Institutional bottlenecks have caused shortages in drugs, machinery and supplies at public hospitals in recent months.
The government has made urgent decisions to ‘rescue’ the healthcare sector. However, problems that have existed for a long time are still causing serious consequences.
In 2021, when the Covid-19 pandemic broke out, the shortage of drugs, machines, chemicals and medical biological products became more serious at public medical establishments. Hospital leaders complained, but it has not been settled.
According to the Ministry of Health (MOH), reports from 34 local Departments of Health, 21 central public hospitals and two hospitals belonging to medical universities show that 40 of 55 health departments and central hospitals lack medicines.
The medicines include antibiotics used to treat critically ill patients, narcotic drugs, psychotropic drugs, cardiovascular drugs, antihypertensive drugs, anti-dengue drugs, ophthalmic drugs and traditional medicine.
Reporting to the National Assembly's supervisory delegation in August 2022, MOH said the major reason behind the drug and medical material shortage was the officials’ fear of violating laws. They dare not make procurement deals because they fear they may break the law and face lawsuits.
As a result, patients who use public health services or have health insurance policies have had to spend their own money to buy drugs.
Meanwhile, special hospitals at national levels such as Vietnam-Germany Friendship Hospital, Bach Mai and Cho Ray have had to restrict the numbers of patients they receive.
Many local newspapers have rung the alarm bell over the lack of drugs, machinery, and materials and biological products at public hospitals, pointing out that the problem lies in unreasonable regulations.
As legal documents and regulations are inadequate and impractical and overlap, public medical establishments cannot implement them.
Some hospital leaders would rather cancel procurement deals than face the risk of being prosecuted for violating laws on bidding.
Some questions remain unanswered. How did the same public hospitals and physicians obtain enough medical equipment and drugs in the past, but cannot now?
Why did the same public hospitals and physicians allow the drug shortage to occur on such a large scale? Should the blame be put on the management scheme, or human greed?
Over the past decade, management philosophy has been associated with "building a constructive government". This is the core point of view that paves the way for the country to develop.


Go through the records and tally the lines that include the word "area". The answer is that total alone.

Recorded information:
*** Block opens ***
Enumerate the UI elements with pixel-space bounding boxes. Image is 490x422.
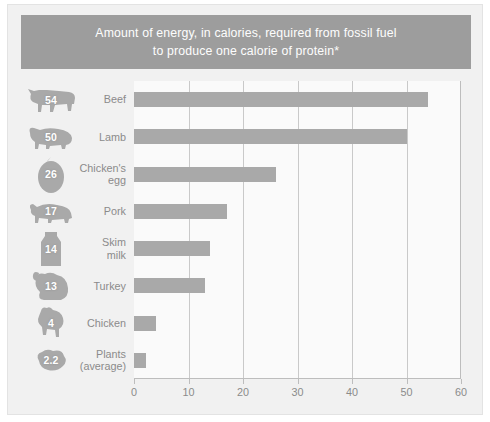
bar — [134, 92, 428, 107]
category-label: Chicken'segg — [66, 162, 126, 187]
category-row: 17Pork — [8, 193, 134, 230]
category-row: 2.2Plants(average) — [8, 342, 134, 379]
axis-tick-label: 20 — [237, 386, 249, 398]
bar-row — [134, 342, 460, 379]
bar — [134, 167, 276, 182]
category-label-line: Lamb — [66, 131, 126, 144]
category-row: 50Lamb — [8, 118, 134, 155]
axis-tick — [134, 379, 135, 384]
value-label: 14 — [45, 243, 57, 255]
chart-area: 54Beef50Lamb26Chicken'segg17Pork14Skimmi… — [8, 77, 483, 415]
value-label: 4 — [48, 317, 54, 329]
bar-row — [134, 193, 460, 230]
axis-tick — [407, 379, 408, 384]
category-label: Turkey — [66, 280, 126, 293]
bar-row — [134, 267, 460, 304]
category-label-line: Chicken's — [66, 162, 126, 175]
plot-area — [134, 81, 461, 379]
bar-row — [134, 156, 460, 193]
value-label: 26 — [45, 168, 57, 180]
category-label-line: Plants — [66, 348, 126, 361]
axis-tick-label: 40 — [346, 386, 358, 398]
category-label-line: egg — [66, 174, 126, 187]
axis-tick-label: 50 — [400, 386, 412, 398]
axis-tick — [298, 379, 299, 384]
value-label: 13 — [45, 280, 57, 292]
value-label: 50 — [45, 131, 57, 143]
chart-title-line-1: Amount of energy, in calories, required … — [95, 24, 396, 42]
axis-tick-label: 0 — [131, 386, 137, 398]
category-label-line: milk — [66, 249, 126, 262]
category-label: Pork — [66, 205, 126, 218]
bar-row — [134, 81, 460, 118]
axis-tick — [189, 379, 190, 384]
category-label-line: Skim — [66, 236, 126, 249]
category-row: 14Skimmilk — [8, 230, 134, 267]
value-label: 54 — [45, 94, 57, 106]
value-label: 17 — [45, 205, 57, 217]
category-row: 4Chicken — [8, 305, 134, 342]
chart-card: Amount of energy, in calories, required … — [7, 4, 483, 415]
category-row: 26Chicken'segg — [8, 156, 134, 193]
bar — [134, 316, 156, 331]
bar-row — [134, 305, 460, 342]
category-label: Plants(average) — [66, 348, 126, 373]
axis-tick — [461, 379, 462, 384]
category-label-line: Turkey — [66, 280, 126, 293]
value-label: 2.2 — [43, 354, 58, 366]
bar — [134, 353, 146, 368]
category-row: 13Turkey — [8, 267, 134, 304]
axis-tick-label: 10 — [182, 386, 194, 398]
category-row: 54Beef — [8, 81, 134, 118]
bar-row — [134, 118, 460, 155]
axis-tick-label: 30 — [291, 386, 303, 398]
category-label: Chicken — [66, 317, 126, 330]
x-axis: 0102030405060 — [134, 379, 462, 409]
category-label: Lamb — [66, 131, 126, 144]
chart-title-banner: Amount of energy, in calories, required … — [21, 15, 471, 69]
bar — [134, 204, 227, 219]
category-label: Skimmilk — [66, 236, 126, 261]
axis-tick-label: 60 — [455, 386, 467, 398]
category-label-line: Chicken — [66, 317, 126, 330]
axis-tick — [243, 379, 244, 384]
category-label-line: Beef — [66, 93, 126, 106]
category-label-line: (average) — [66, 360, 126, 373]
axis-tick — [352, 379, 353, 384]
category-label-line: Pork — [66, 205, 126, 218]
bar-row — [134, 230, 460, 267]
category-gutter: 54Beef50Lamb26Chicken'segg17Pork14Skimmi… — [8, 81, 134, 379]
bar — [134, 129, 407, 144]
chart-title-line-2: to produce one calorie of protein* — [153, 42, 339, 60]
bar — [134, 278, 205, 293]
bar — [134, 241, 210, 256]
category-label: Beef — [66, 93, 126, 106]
*** Block closes ***
Task answer: 2